Line 112: missed the right part of the bracket.
Line 173: just a question, looks like the monthly Xco2 is used. If a higher resolution Xco2 is available? Do you think the Xco2 also response to the cyclone? I guess there will be a vertical profile of Xco2, do you think the cyclone will increase the vertical mixing of the atmosphere and results in change of Xco2?
Line 171: Since indicated in line 187 that the ERA5 data is used, the highest resolution of the SST product available (in ERA5) is hourly I believe.
Line 194: ok, this partially answers my question for line 173, but I still curious about your opinions on my question.
Line 224: can you add a sentence why they are different in the end years?

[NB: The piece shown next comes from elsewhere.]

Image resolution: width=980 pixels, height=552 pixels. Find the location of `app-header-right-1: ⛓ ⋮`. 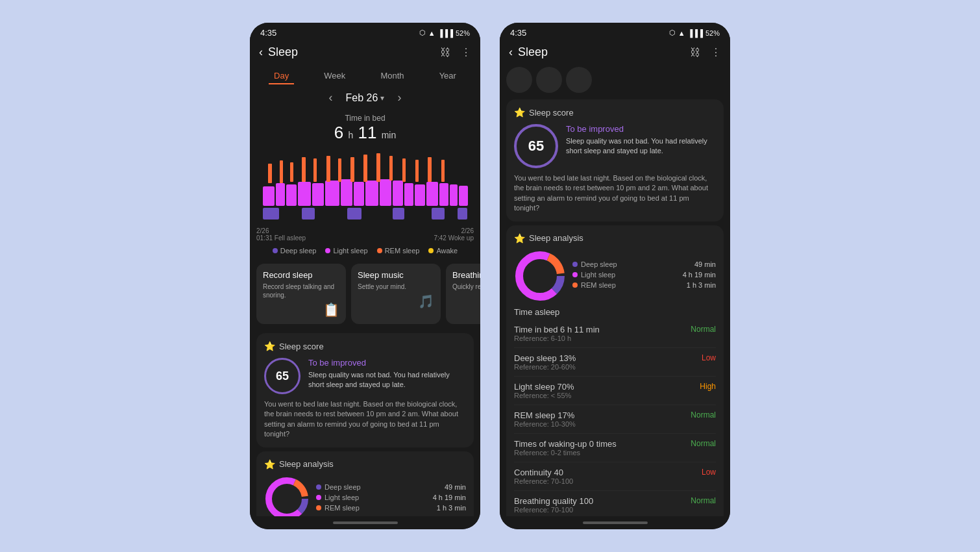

Fig. 1a: the GCB results represent the average of latitude from -60 to 60, right? Probably indicate this information in the caption. Moreover, in the Key points and abstract, look like the conclusion are relevant for the global ocean, but it is in fact for 60oS-60oN, right? I know the averaged flux beyond this range may not significant relative to the global average, but in somewhere of the manuscript, this should be discussed, I think. Fig 14 from Takahashi et al. (2009) could be an example.
Line 268: Two suggestions the authors can consider if they want to include in the discussion: 1) do you think the 14C inventory-constrained K has already include this pressure effect? 2) What do you suggest for the future GCB? Looks like this pressure effect is relatively constant in different years. Do you think we can still use the monthly pressure for the data product (to reduce the calculation), but add 0.12 Pg C yr-1 to the final estimated flux? Or for GCB, they can directly subtract 0.12 Pg c yr-1 from their data-based CO2 sink estimates?
Line 296: Please check if Rustogi et al. (2025) is a model-based study or a data product-based estimate. The recent study by Dong et al. (2025, Nature Communications) highlighted that the bubble-induced asymmetric transfer increases data-based CO2 uptake by 0.3-0.4 Pg C yr-1.